Red pandas like to stretch out on tree branches and warm themselves in the sun. (Image credit: Karel Gallas | Shutterstock)

Like true panda bears, red pandas spend much of their time munching on bamboo up in tree limbs. And, like true pandas, they have thumb-like appendages. But this eastern Himalayan and southwestern China-dwelling animal does not belong to the same family as the true panda, and is not a bear. They actually look and act more like raccoons. They also occupy a family all to their own, Ailuridae, and all of their closest relatives have gone extinct.

Ringworm

ringworm

A ringworm infection on the skin is actually caused by a fungus, not a worm. (Image credit: schankz | Shutterstock)

Ringworm, also known as dermatophytosis, is not a worm at all: It is a fungal infection consisting of several different species of fungus that feeds on keratin — the substance found in hair, nails and the outer layer of skin — within humans and domesticated animals.

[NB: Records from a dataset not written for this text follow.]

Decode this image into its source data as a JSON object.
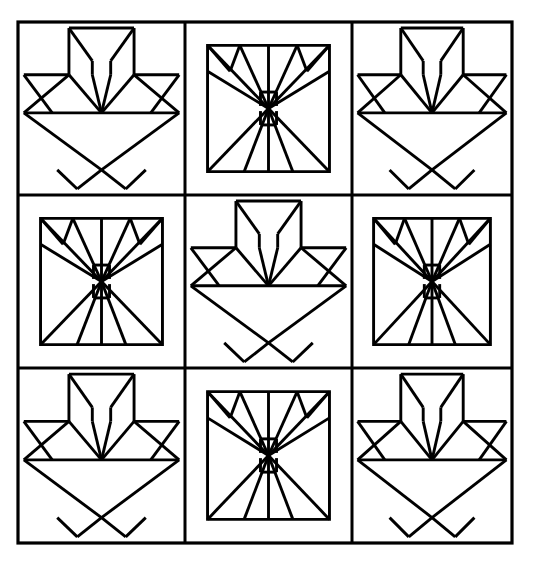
{
  "document": {
    "title": "Patchwork Quilt Block Line Drawing",
    "kind": "line-art-illustration",
    "width": 536,
    "height": 561,
    "background_color": "#ffffff",
    "ink_color": "#000000"
  },
  "canvas": {
    "frame": {
      "x": 18,
      "y": 22,
      "width": 494,
      "height": 521,
      "stroke_width": 3.2,
      "label": "outer-border"
    },
    "grid": {
      "columns": 3,
      "rows": 3,
      "column_edges": [
        18,
        185,
        352,
        512
      ],
      "row_edges": [
        22,
        195,
        368,
        543
      ],
      "divider_stroke_width": 3.0
    }
  },
  "blocks": [
    {
      "row": 0,
      "col": 0,
      "pattern": "tulip",
      "name": "block-tulip-top-left"
    },
    {
      "row": 0,
      "col": 1,
      "pattern": "butterfly",
      "name": "block-butterfly-top-center"
    },
    {
      "row": 0,
      "col": 2,
      "pattern": "tulip",
      "name": "block-tulip-top-right"
    },
    {
      "row": 1,
      "col": 0,
      "pattern": "butterfly",
      "name": "block-butterfly-middle-left"
    },
    {
      "row": 1,
      "col": 1,
      "pattern": "tulip",
      "name": "block-tulip-middle-center"
    },
    {
      "row": 1,
      "col": 2,
      "pattern": "butterfly",
      "name": "block-butterfly-middle-right"
    },
    {
      "row": 2,
      "col": 0,
      "pattern": "tulip",
      "name": "block-tulip-bottom-left"
    },
    {
      "row": 2,
      "col": 1,
      "pattern": "butterfly",
      "name": "block-butterfly-bottom-center"
    },
    {
      "row": 2,
      "col": 2,
      "pattern": "tulip",
      "name": "block-tulip-bottom-right"
    }
  ],
  "patterns": {
    "tulip": {
      "description": "Three-petal tulip flower above an inverted-triangle basket with corner feet",
      "inset": 0.0,
      "stroke_width": 2.9,
      "geometry_notes": {
        "petal_apex": [
          0.5,
          0.52
        ],
        "petal_top_y": 0.02,
        "leaf_band_y": 0.3,
        "basket_top_y": 0.52,
        "basket_foot_y": 0.86
      }
    },
    "butterfly": {
      "description": "Inset square containing a radial fan of wedges converging at center, with a narrow body bar above and below center",
      "inset": 0.135,
      "stroke_width": 2.9,
      "geometry_notes": {
        "center": [
          0.5,
          0.5
        ],
        "body_half_width": 0.055,
        "body_gap": 0.105
      }
    }
  },
  "legend": {
    "pattern_a_label": "Tulip / Basket",
    "pattern_b_label": "Butterfly / Fan",
    "arrangement_label": "3 x 3 checkerboard"
  }
}
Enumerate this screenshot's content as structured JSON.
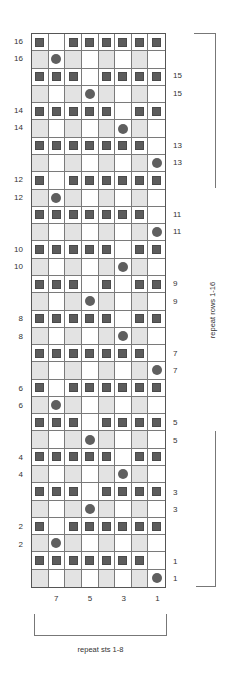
{
  "chart": {
    "columns": 8,
    "legend_symbols": {
      "S": "square-stitch-icon",
      "D": "dot-stitch-icon",
      ".": "empty"
    },
    "colors": {
      "square": "#5c5c5c",
      "dot": "#5f5f5f",
      "shaded_column": "#e3e3e3",
      "grid_line": "#7a7a7a",
      "border": "#555555"
    },
    "rows": [
      {
        "label": "16",
        "side": "left",
        "type": "square",
        "pattern": "S.SSSSSS"
      },
      {
        "label": "16",
        "side": "left",
        "type": "dot",
        "pattern": ".D......"
      },
      {
        "label": "15",
        "side": "right",
        "type": "square",
        "pattern": "SSS.SSSS"
      },
      {
        "label": "15",
        "side": "right",
        "type": "dot",
        "pattern": "...D...."
      },
      {
        "label": "14",
        "side": "left",
        "type": "square",
        "pattern": "SSSSS.SS"
      },
      {
        "label": "14",
        "side": "left",
        "type": "dot",
        "pattern": ".....D.."
      },
      {
        "label": "13",
        "side": "right",
        "type": "square",
        "pattern": "SSSSSSS."
      },
      {
        "label": "13",
        "side": "right",
        "type": "dot",
        "pattern": ".......D"
      },
      {
        "label": "12",
        "side": "left",
        "type": "square",
        "pattern": "S.SSSSSS"
      },
      {
        "label": "12",
        "side": "left",
        "type": "dot",
        "pattern": ".D......"
      },
      {
        "label": "11",
        "side": "right",
        "type": "square",
        "pattern": "SSSSSSS."
      },
      {
        "label": "11",
        "side": "right",
        "type": "dot",
        "pattern": ".......D"
      },
      {
        "label": "10",
        "side": "left",
        "type": "square",
        "pattern": "SSSSS.SS"
      },
      {
        "label": "10",
        "side": "left",
        "type": "dot",
        "pattern": ".....D.."
      },
      {
        "label": "9",
        "side": "right",
        "type": "square",
        "pattern": "SSS.S.SS"
      },
      {
        "label": "9",
        "side": "right",
        "type": "dot",
        "pattern": "...D...."
      },
      {
        "label": "8",
        "side": "left",
        "type": "square",
        "pattern": "SSSSS.SS"
      },
      {
        "label": "8",
        "side": "left",
        "type": "dot",
        "pattern": ".....D.."
      },
      {
        "label": "7",
        "side": "right",
        "type": "square",
        "pattern": "SSSSSSS."
      },
      {
        "label": "7",
        "side": "right",
        "type": "dot",
        "pattern": ".......D"
      },
      {
        "label": "6",
        "side": "left",
        "type": "square",
        "pattern": "S.SSSSSS"
      },
      {
        "label": "6",
        "side": "left",
        "type": "dot",
        "pattern": ".D......"
      },
      {
        "label": "5",
        "side": "right",
        "type": "square",
        "pattern": "SSS.SSSS"
      },
      {
        "label": "5",
        "side": "right",
        "type": "dot",
        "pattern": "...D...."
      },
      {
        "label": "4",
        "side": "left",
        "type": "square",
        "pattern": "SSSSS.SS"
      },
      {
        "label": "4",
        "side": "left",
        "type": "dot",
        "pattern": ".....D.."
      },
      {
        "label": "3",
        "side": "right",
        "type": "square",
        "pattern": "SSS.SSSS"
      },
      {
        "label": "3",
        "side": "right",
        "type": "dot",
        "pattern": "...D...."
      },
      {
        "label": "2",
        "side": "left",
        "type": "square",
        "pattern": "S.SSSSSS"
      },
      {
        "label": "2",
        "side": "left",
        "type": "dot",
        "pattern": ".D......"
      },
      {
        "label": "1",
        "side": "right",
        "type": "square",
        "pattern": "SSSSSSS."
      },
      {
        "label": "1",
        "side": "right",
        "type": "dot",
        "pattern": ".......D"
      }
    ],
    "column_labels": [
      {
        "label": "7",
        "col_index": 1
      },
      {
        "label": "5",
        "col_index": 3
      },
      {
        "label": "3",
        "col_index": 5
      },
      {
        "label": "1",
        "col_index": 7
      }
    ]
  },
  "annotations": {
    "repeat_rows": "repeat rows 1-16",
    "repeat_sts": "repeat sts 1-8"
  }
}
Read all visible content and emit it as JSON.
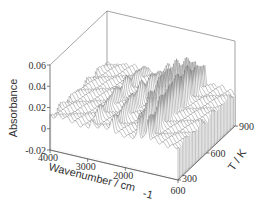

The infection forms a ring-like pattern on skin that sort of looks like a worm burrow.

Guinea pig

guinea pig

(Image credit: Kristo-Gothard Hunor | Shutterstock)

These common household pets (in the United States) and increasingly popular delicacies (in South America) have more fur and faster metabolisms than any true pig. Guinea pigs are rodents, and the only thing they share in common with true pigs is that they are mammals … and they make squeaky sounds.

Prairie dog

prairie dog

(Image credit: Henk Bentlage | Shutterstock)

Like guinea pigs, prairie dogs are rodents, and have nothing more in common with domesticated dogs than guinea pigs do with true pigs. The call of the prairie dog is thought to sound like the bark of a dog, but given its small size, the tone of its bark only matches that of the smallest true dogs.

Flying fox

flying fox

(Image credit: Erik Zandboer | Shutterstock)

With wingspans reaching up to about 4.5 feet (1.4 meters) wide, these animals can grow to be as large as a fox. But they are not foxes at all — they are the largest and least studied bats in the world. More than 60 species are known to live throughout isolated islands within the Pacific and Indian oceans, and parts of continental Australia and Asia. Their brownish-red fur resembles that of a fox, but aside from that, these tree-dwelling, fruit-eating mammals have little in common with their namesakes.

Laura Poppick
Live Science Contributor
Laura Poppick is a contributing writer for Live Science, with a focus on earth and environmental news. Laura has a graduate certificate in science communication from the University of California, Santa Cruz, and a Bachelor of Science degree in geology from Bates College in Lewiston, Maine. Laura has a good eye for finding fossils in unlikely places, will pull over to examine sedimentary layers in highway roadcuts, and has gone swimming in the Arctic Ocean.